Rake::Task["assets:precompile"].enhance do
  # Code here
end if defined?(Rack) && Rake::Task.task_defined?("assets:precompile")
nickjj commented 10 months ago

@brenogazzola It fails with the same type of error as before:

hellorails-web-1       | /app/config/initializers/compress_assets.rb:19:in `<main>': uninitialized constant Rake::Task (NameError)
hellorails-web-1       |
hellorails-web-1       | end if defined?(Rack) && Rake::Task.task_defined?("assets:precompile")
dhh commented 10 months ago

We are working on a new solution to provide compression out of the box without CDN. See the Airlock issue on the Rails 8 milestone. I think that's a better path.

nickjj commented 10 months ago

Would it still be possible to provide a working initializer here in case Airlock doesn't solve this use case?

Based on the milestone it sounds like it would compress assets on the fly similar to how nginx would compress them, but the original issue for this use case was about pre-compressing them because it's more efficient. The original issue is here btw: https://github.com/rails/propshaft/issues/158

dhh commented 10 months ago

I don’t think that’ll be a concern of high enough importance for most to bother with. Airlock will only compress once per asset, though it will do so on demand. But computers are fast enough that it isn’t a concern I think most people should have to even think about.

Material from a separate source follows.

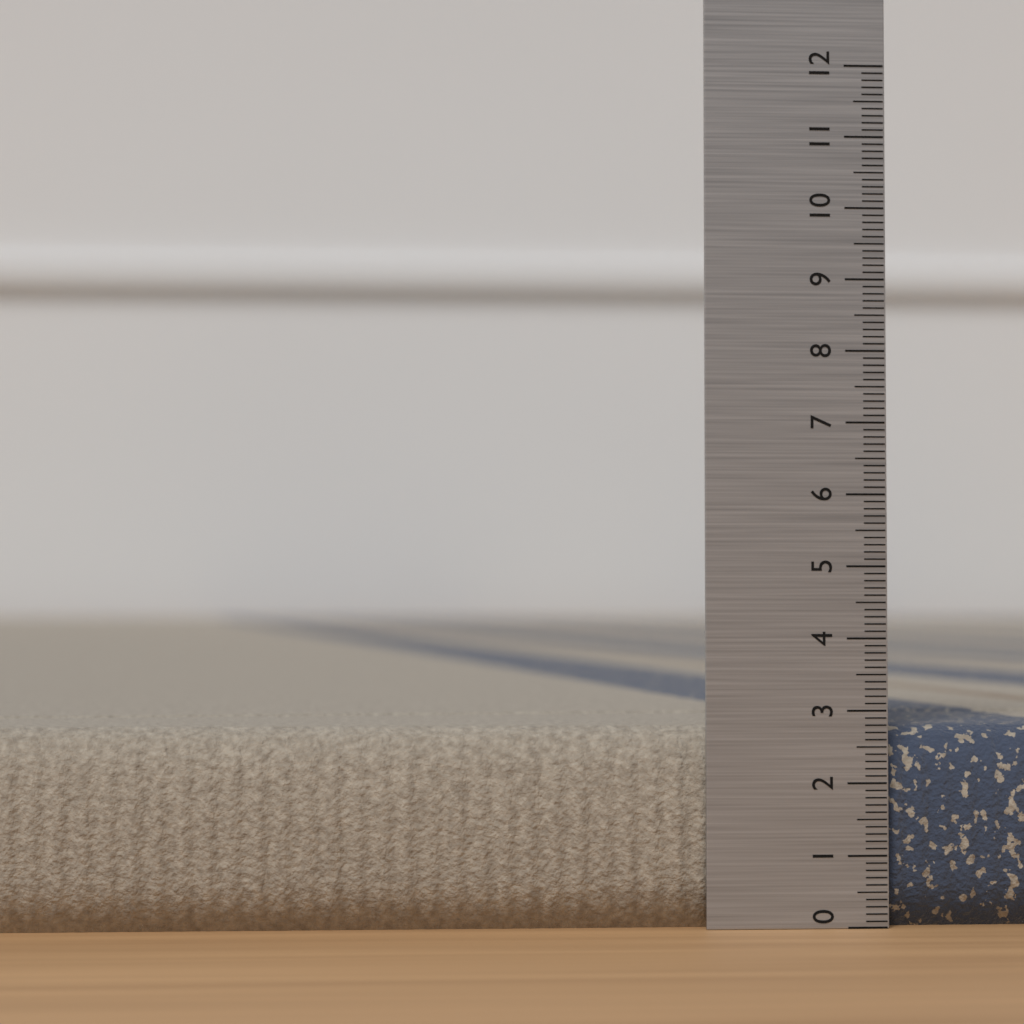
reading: 2.8 (no unit)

I want to keep Propshaft as lean as possible. That includes which seeds to plant in people’s minds about what’s needed or not when reading the docs.

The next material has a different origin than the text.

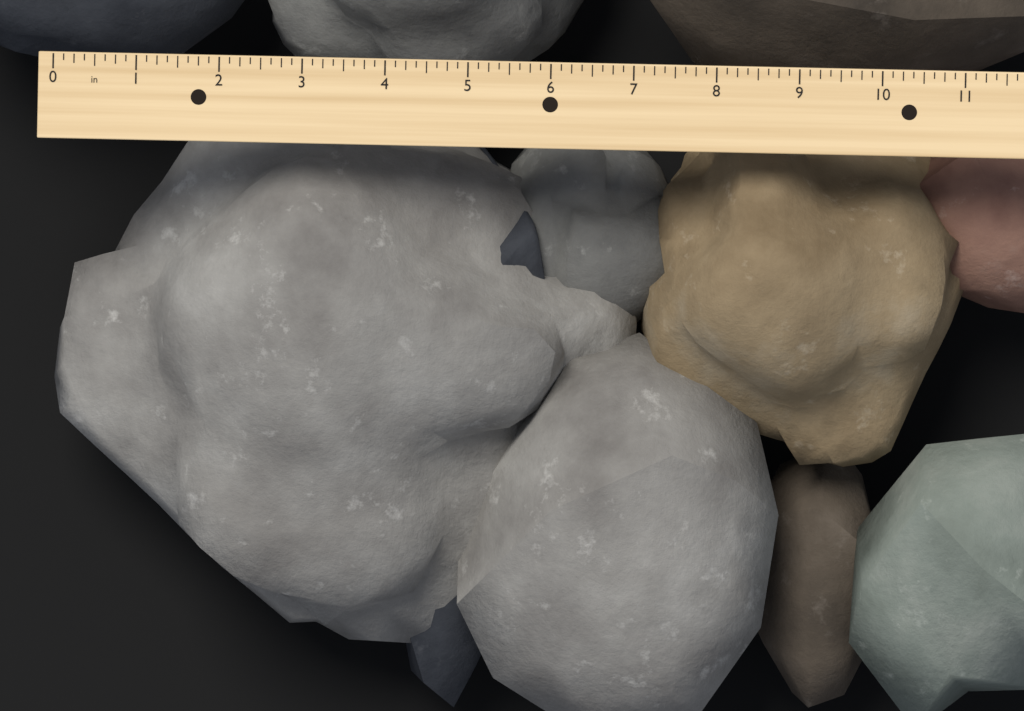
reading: 7.125 in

nickjj commented 10 months ago

Ok thanks, I'll drop a request in the Rails forums to see if we can figure out debugging this almost-working-initializer for folks who plan to stick with using nginx which doesn't only compress assets once.

morgoth commented 9 months ago

I understand to not include it in the readme, but maybe it would be helpful to put it in the upgrade guide in section about migrating from sprockets. @dhh what do you think?

dhh commented 9 months ago

I think it'll all be moot because Thruster will be the default in Rails 8, and that'll provide the compression needed.